All parties

ALCP

Aotearoa Legalise Cannabis Party
Not in Parliament Founded 1996
MH
MA
Co-leaders
Maki Herbert & Michael Appleby

Truth, justice and freedom.

0
Seats
0.0% of 123

Overview

The Aotearoa Legalise Cannabis Party is a single-issue party campaigning to legalise cannabis for medical, recreational and industrial (hemp) purposes. It advocates legal possession and cultivation for adults over 18, a regulated R18 market, a medical-cannabis card, and expunging past cannabis convictions, and frames prohibition as a justice issue that disproportionately affects Māori. It holds no seats in the current Parliament.

History

Founded in 1996 and led for its first years by Michael Appleby, the party has contested every general election and numerous by-elections without winning parliamentary representation; its best result was 1.66% of the party vote in 1996. Former ALCP candidates Nándor Tánczos and Metiria Turei later became Green Party MPs. It is co-led by Maki Herbert and Michael Appleby.

Founded on 30 May 1996; it has contested every general election since without winning a seat.

Core values

Legalise the possession, growing and use of cannabis for adults over 18
“Education not incarceration” — regulate rather than criminalise
A regulated R18 cannabis market, including home-grown medicinal use
Expunge past cannabis convictions
Allow large-scale hemp cultivation for fuel, paper and materials
Address enforcement that disproportionately affects Māori

Key policy areas

Policy topics most associated with ALCP. Tap any topic to compare every party's position side by side.

Leadership
MH
Maki Herbert
Co-leader
MA
Michael Appleby
Co-leader
At a glance
Total seats0
Electorate seats0
List seats0
Share of House0.0%
Founded1996

Caucus

ALCP holds 0 seats in the 54th Parliament.

Full caucus list will appear here once the Parliament API integration is complete.

Sources

Seat counts from the 2023 General Election (Electoral Commission). Party background from parliament.nz and official party records. Leadership details pending Parliament API verification.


WHAT YOU SHOULD DO:
Please print every record below exactly as it appears, but leave out the pictures.

DATA SECTION:
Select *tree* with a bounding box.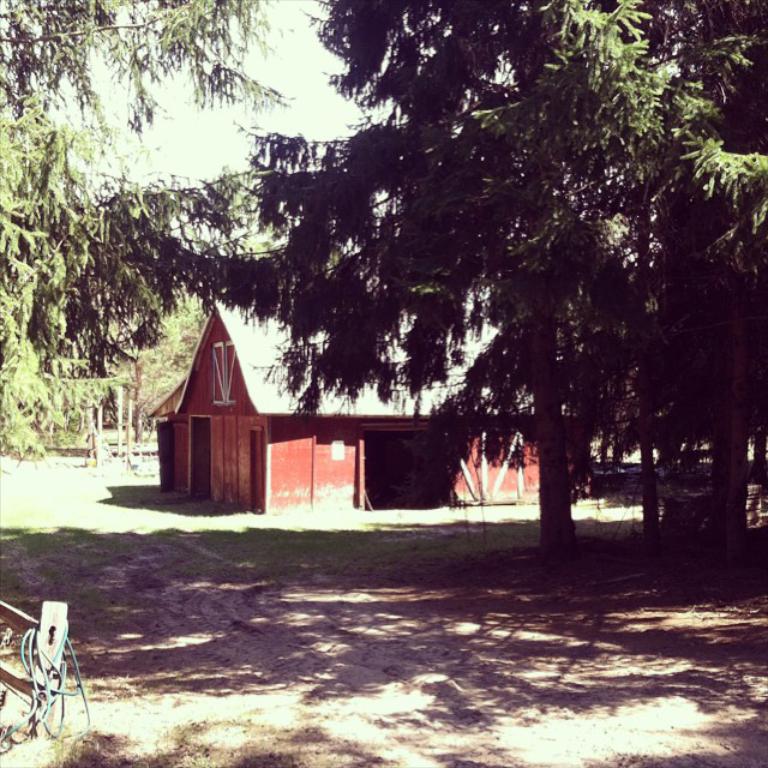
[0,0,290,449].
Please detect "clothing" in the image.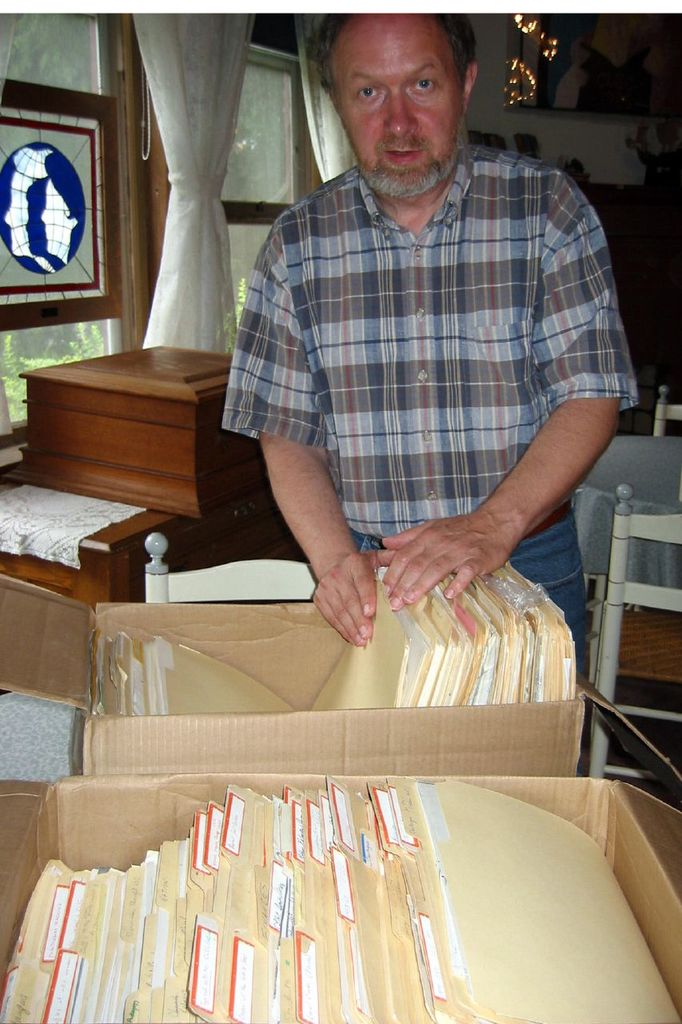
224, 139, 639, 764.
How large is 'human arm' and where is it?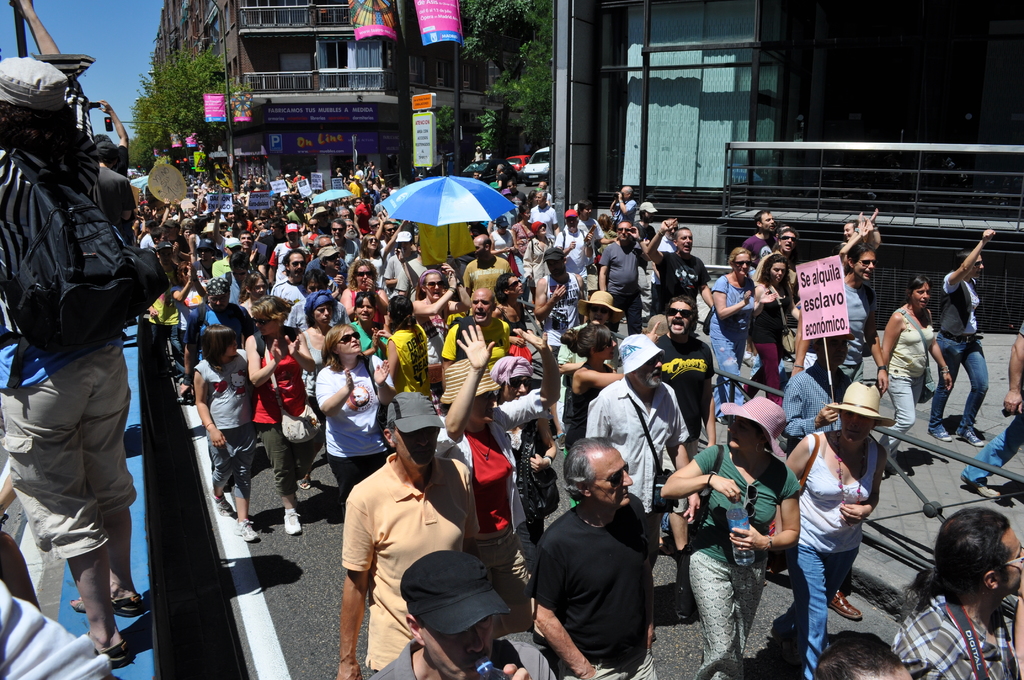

THE COMPLETED TASK:
Select *tree* with a bounding box.
[0,0,290,449].
Please detect "clothing" in the image.
224, 139, 639, 764.
How large is 'human arm' and where is it?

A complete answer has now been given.